Consider housing. When hurricane Katrina demolished more than 275,000 homes, America was $80 billion poorer. In contrast, after the recent financial hurricane demolished the value of homes, there were 750,000 more homes in America. Current owners will get $2.1 trillion less when they sell and will have to forgo that new car or vacation. But future buyers will save $2.1 trillion and that new car or vacation will go to them, rather than the seller...One caveat: the housing boom distorted the housing market, and so created housing stock that may be intrinsically less valuable than it should be, because it's composed of the wrong kinds of houses (3,000-4,000 square feet, anyone?) in the wrong places - sprawled out into new exurbs. That means higher energy costs, m0re time in traffic, and perhaps less economically dynamic communities than more intelligent development might have produced. The detritus of the housing bubble is visible on any road trip -- for example, the long rows of behemoth single-family homes lining I-90 for dozens of miles west of Chicago's O'Hare Airport.

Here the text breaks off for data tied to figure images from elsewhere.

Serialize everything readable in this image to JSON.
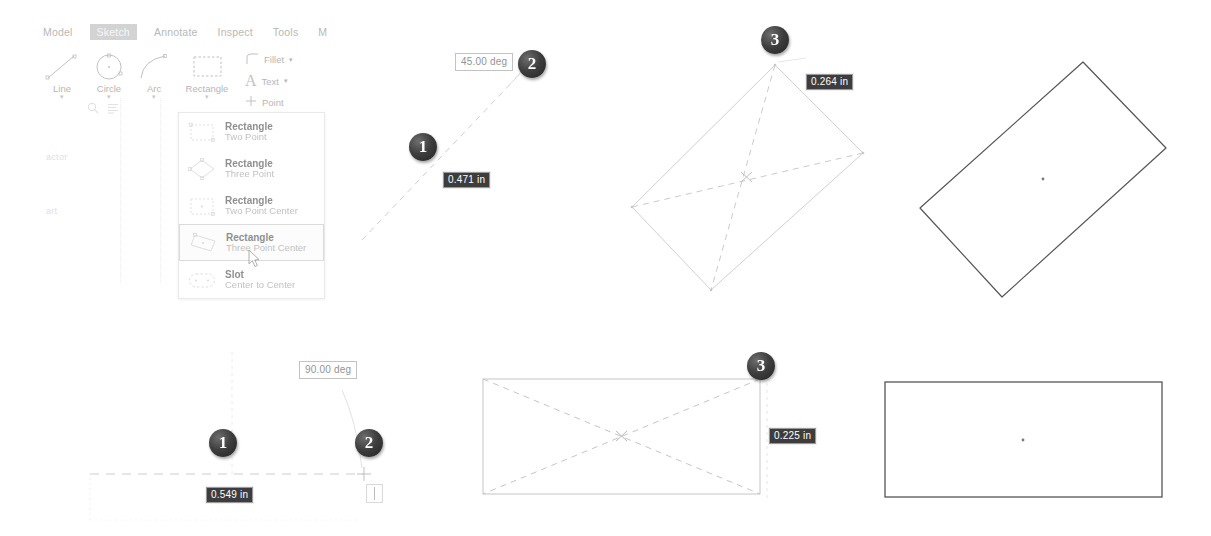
{
  "app": {
    "tabs": [
      {
        "label": "Model",
        "active": false
      },
      {
        "label": "Sketch",
        "active": true
      },
      {
        "label": "Annotate",
        "active": false
      },
      {
        "label": "Inspect",
        "active": false
      },
      {
        "label": "Tools",
        "active": false
      },
      {
        "label": "M",
        "active": false
      }
    ],
    "ribbon": {
      "items": [
        {
          "label": "Line",
          "icon": "line-icon",
          "caret": "▾"
        },
        {
          "label": "Circle",
          "icon": "circle-icon",
          "caret": "▾"
        },
        {
          "label": "Arc",
          "icon": "arc-icon",
          "caret": "▾"
        },
        {
          "label": "Rectangle",
          "icon": "rectangle-icon",
          "caret": "▾"
        }
      ],
      "small_items": [
        {
          "label": "Fillet",
          "icon": "fillet-icon",
          "caret": "▾"
        },
        {
          "label": "Text",
          "icon": "text-icon",
          "caret": "▾"
        },
        {
          "label": "Point",
          "icon": "point-icon",
          "caret": ""
        }
      ]
    },
    "sidebar": {
      "search_icon": "search-icon",
      "filter_icon": "list-filter-icon",
      "entries": [
        "actor",
        "art"
      ]
    },
    "menu": {
      "items": [
        {
          "title": "Rectangle",
          "subtitle": "Two Point",
          "icon": "rectangle-two-point-icon",
          "selected": false
        },
        {
          "title": "Rectangle",
          "subtitle": "Three Point",
          "icon": "rectangle-three-point-icon",
          "selected": false
        },
        {
          "title": "Rectangle",
          "subtitle": "Two Point Center",
          "icon": "rectangle-two-point-center-icon",
          "selected": false
        },
        {
          "title": "Rectangle",
          "subtitle": "Three Point Center",
          "icon": "rectangle-three-point-center-icon",
          "selected": true
        },
        {
          "title": "Slot",
          "subtitle": "Center to Center",
          "icon": "slot-center-to-center-icon",
          "selected": false
        }
      ]
    }
  },
  "steps": {
    "top": {
      "badge1": "1",
      "badge2": "2",
      "badge3": "3",
      "angle_value": "45.00 deg",
      "length_value": "0.471 in",
      "width_value": "0.264 in"
    },
    "bottom": {
      "badge1": "1",
      "badge2": "2",
      "badge3": "3",
      "angle_value": "90.00 deg",
      "length_value": "0.549 in",
      "width_value": "0.225 in"
    }
  },
  "colors": {
    "badge_fill": "#3d3d3d",
    "value_box_fill": "#3d3d3d",
    "value_box_text": "#ffffff",
    "sketch_line": "#9a9a9a",
    "result_line": "#555555",
    "tab_active_fill": "#b9b9b9"
  },
  "geometry": {
    "top_result_rect_angle_deg": -28,
    "bottom_result_rect_angle_deg": 0
  }
}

Just like housing market, the fall in the stock market represents a shift in wealth from current owners to future buyers. People who buy stocks today get the same asset for $3.6 trillion less than those who purchased stock at the peak of the bubble...
Another caveat: lots of stocks will disappear in a wave of bankruptcies. To say that that's part of the natural order of things begs the question of whether we come out the other end with a more- or less-dynamic set of companies, and whether those companies produce more or less sustainable wealth for more or fewer people. If the US. auto industry disappears, for example (or the U.S.-branded behemoths, in any case), that will create enormous hardship -- though whether that loss would prove to be a long-term good or evil is impossible to know at this point.
Still, no one ever said that creative destruction was efficient. Atkinson's larger point -- -- that this bust will transfer wealth from the old to the young, and from the wealthy to the middle class -- gives new resonance to the term correction:
The real issue is who bought high and who is now able to buy low. Generally, older people who hoped to sell their assets at high prices have been made worse off. But don't go clamoring for an increase in Social Security benefits for the AARP set quite yet. For most older Americans who bought houses before 2000, home values are exactly where they would be had the price increases between 1987 and 2002 continued in a straight line, instead of booming from 2002 to 2005 and subsequently crashing. The same applies to equity values. Even with the recent bear market, the S&P 500 is still higher than it would be had it increased from 1985 to the present at the rate it did from 1950 to 1985. Indeed, from 1980 to the present, the S&P 500 has increased in value 30 percent more than the economy as a whole.I'm reminded of the alleged mantra of Rahm Emanuel: a crisis is a terrible thing to waste. The core of Obama's campaign was a commitment to reverse the 30-year trend of rising income inequality, to restore "balance" and "fairness" to our economy. His whole budget is oriented toward that overriding goal This correction, if it doesn't spiral into political instability, authoritarianism and war, may provide a gigantic shove in the right direction.
The second set of "losers" are the rich. The fact that the top 10 percent of American households own at least 70 percent of American assets means that the recent decline in asset prices hit the richest the hardest..
The fact that the losses are concentrated among the rich and baby boomers is not a bad thing. The last several decades have seen the wealthiest Americans get wealthier much faster than the average American. If they lose more now, it just helps reverse a longstanding inequitable trend. Likewise, if the collapse in stock prices means that more people now in their 50s and 60s (including me) have to work an extra few years before retiring, it is all to the good.